Jeffrey Lent’s Before We Sleep is told from the perspective of Katey and her mother, a teacher in her school. Their stories are generally straightforward, however, one salient criticism lies in their exhaustive backstories. They have such a rich family history, Lent is frequently drawn toward too much detail. He spends more than a page detailing what was for sale after World War II at Katey’s grandfather’s general store: footwear, clothes, skillets, apple peelers, Flexible Flyers, hunting rifles and clothes, canned goods, candy, bolts of cloth, and a “twenty-pound round of sharp cheddar.” The list goes on.
Following his remarkable novel A Slant of Light, Lent has built upon and exceeded the strengths he revealed with that book. While A Slant of Light employed the elements of soap opera with its multitudinous plot lines and hyperbolized characters, Before We Sleep finds a more relatable story, particularly so in the lives of people who would be contemporaries of this reviewer. It is a story of mothers and daughters, men and war, and the intersection of those lives. Generational conflicts between the Greatest Generation and their children (we Baby Boomers who became teenagers in the 60s) are examined, familiarly, in the story of one family. “He writes of people I might well know, probably do. How much art is in that, I ask,” Katey’s grandmother once said of Robert Frost. Lent, however, shows us where the art is.
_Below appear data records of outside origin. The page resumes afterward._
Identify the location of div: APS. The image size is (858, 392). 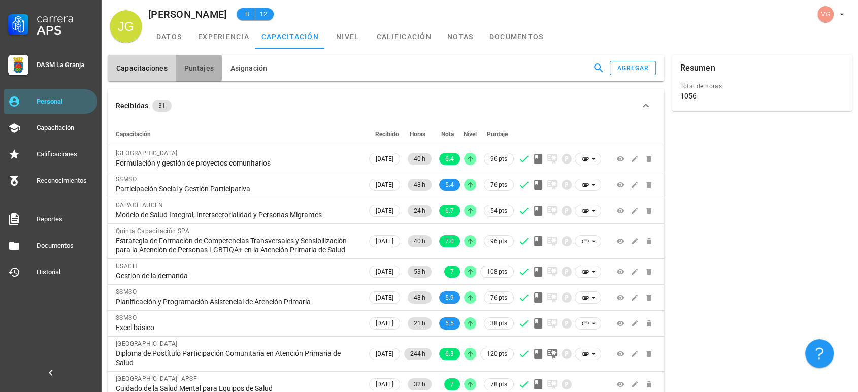
(65, 30).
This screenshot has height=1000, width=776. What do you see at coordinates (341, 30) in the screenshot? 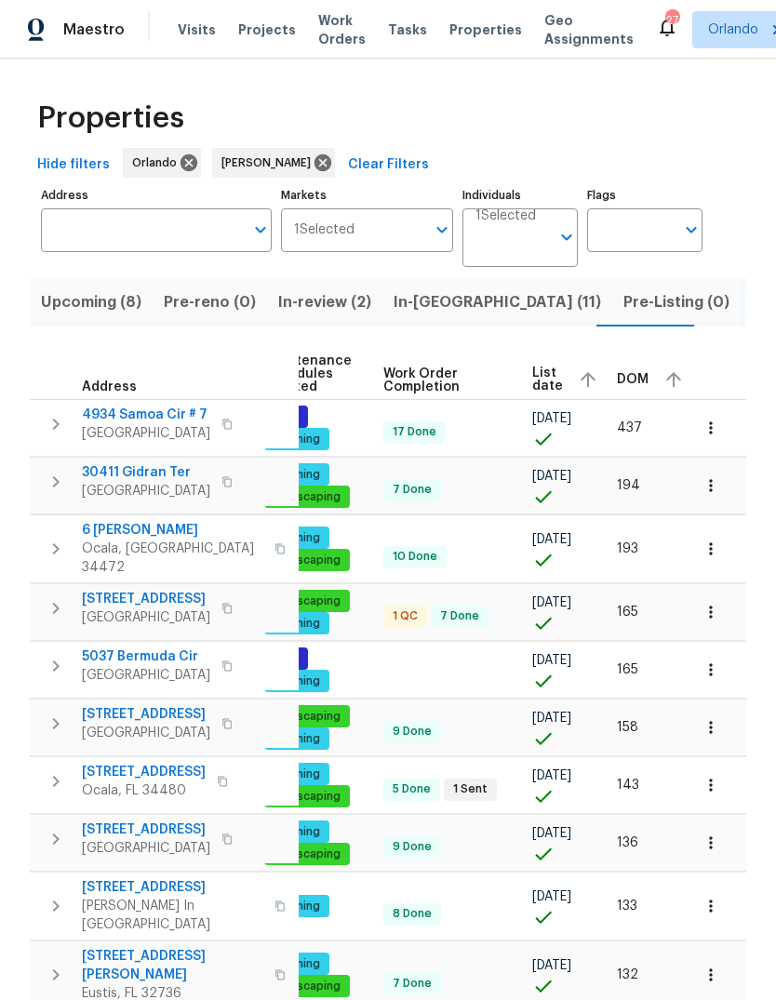
I see `span: Work Orders` at bounding box center [341, 30].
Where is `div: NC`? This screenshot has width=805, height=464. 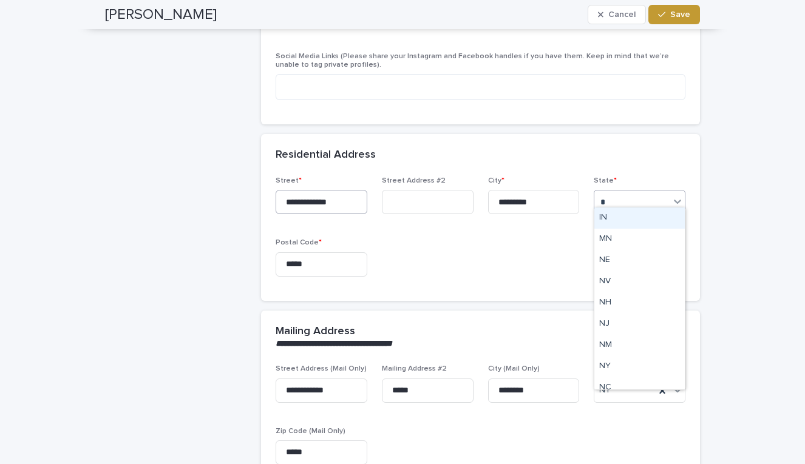
div: NC is located at coordinates (639, 388).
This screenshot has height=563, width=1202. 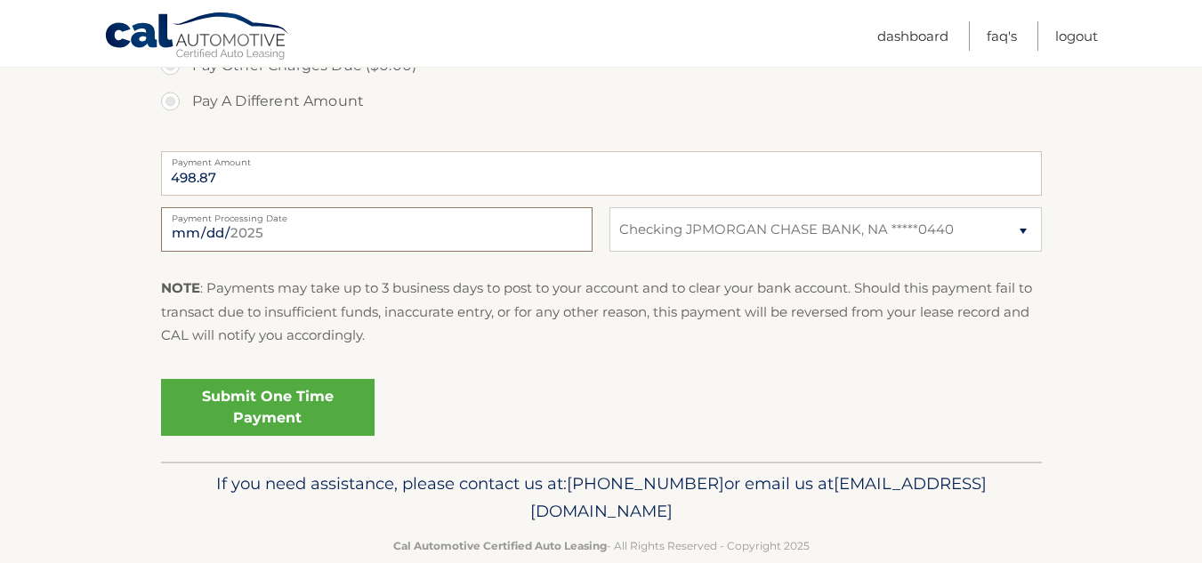 I want to click on strong: Cal Automotive Certified Auto Leasing, so click(x=500, y=545).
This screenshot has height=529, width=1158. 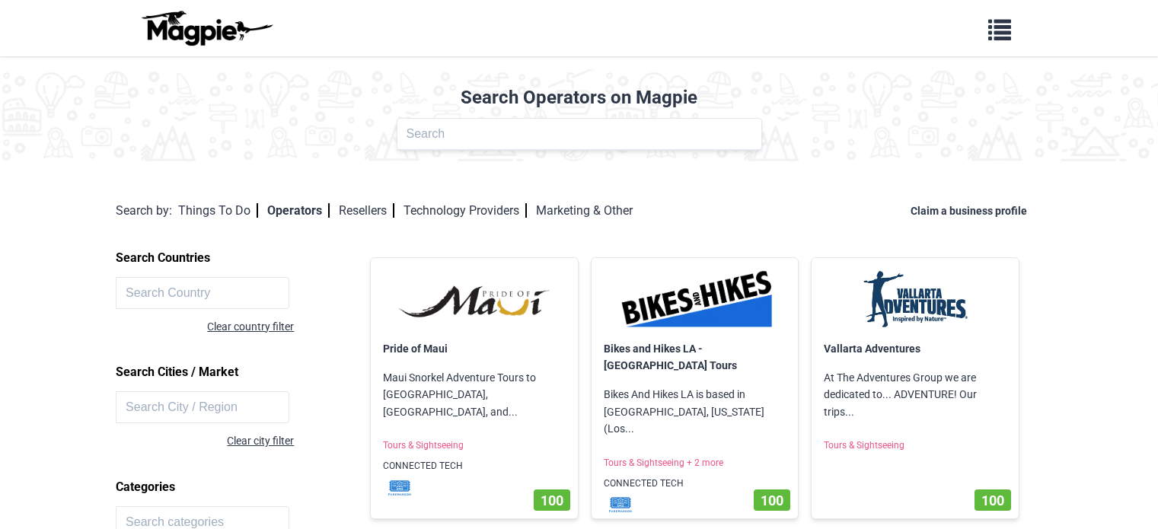 What do you see at coordinates (584, 210) in the screenshot?
I see `a: Marketing & Other` at bounding box center [584, 210].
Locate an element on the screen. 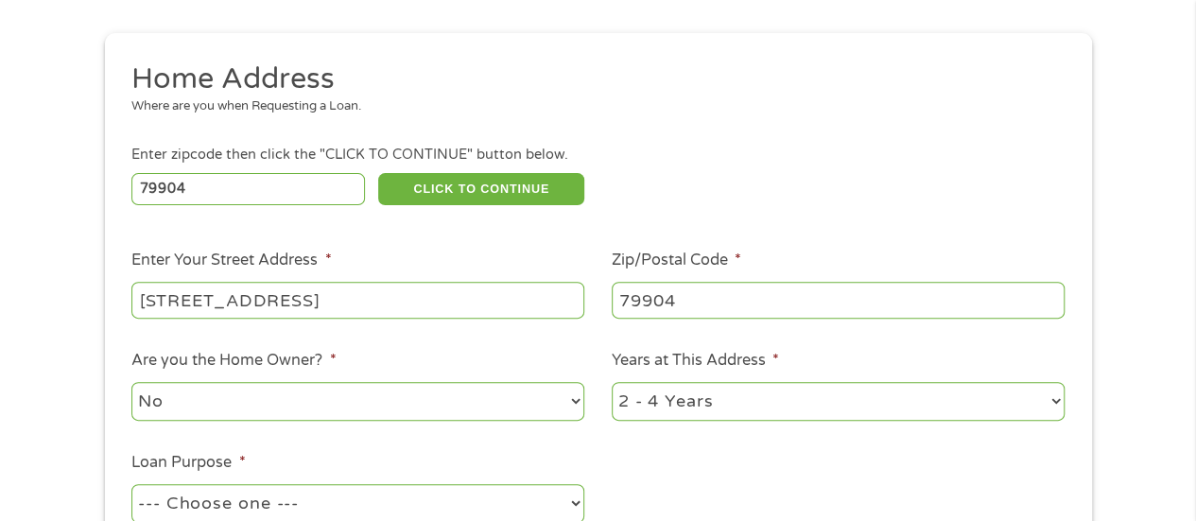  h2: Home Address is located at coordinates (591, 79).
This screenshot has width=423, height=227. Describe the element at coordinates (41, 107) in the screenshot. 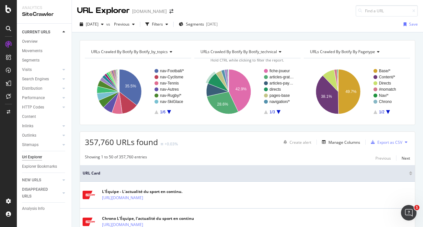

Katey’s journey of discovery becomes an Odyssean voyage in Lent’s deft hands. She slips quietly away from home in her father’s pickup truck and travels here and there as she encounters obstacles on the way to her goal. From Vermont to Maine to Southern Virginia, Lent creates a visceral sense of place that reveals a Romantic empathy with nature. When she sees the ocean for the first time, Katey “could now see…a sheet of lemon light down upon far distant waters and she felt the great joy of being in a place she’d always dreamed and now, here, found it to be as complicated and beautiful as all her life and she thought this was how it should be.”
The characters she meets along the way are as memorable as those Odysseus met. Ernst Behr is a former German soldier who now runs a food store. A natural philosopher, he helps Katey begin to understand that her father tells his story in music. Her father Oliver, a veteran of World War II, reconstructs fiddles in his workshop isolated from his family, rebuilding his life through the fiddles because “Music [is] a language of the soul….” Ernst, a former Nazi, brings an aura of peace and reconciliation. Yet, in the same store, Katey meets Phoebe, a hippie who lives in a remote area. She joins them briefly and encounters great difficulty, revealing that peace and love are not always what they seem to be. Katey, however, remains focused on her journey.
She does find Brian Potter, the writer of the Christmas cards and a man whose life was saved by Katey’s father during the war. She learns the answers to her questions as Brian takes her on a trip across his farm in Southern Virginia and reveals what Katey needs to know. Lent, who lives in Vermont, shows his ability to capture the language and feel of a place. He describes suckering tobacco, the difference between a tenant farmer and a sharecropper, and notes that real pork barbeque must be pit-cooked. Colloquial phrases, such as “screwed tight as a lid on a jam jar” or “Damn Yankee” (I was twelve before I realized this last was two words) were common. Lent gets the language exactly right.
Before We Sleep is a fine story, poetically told. It is fiction, but it may well be a story that has been told all too often in families.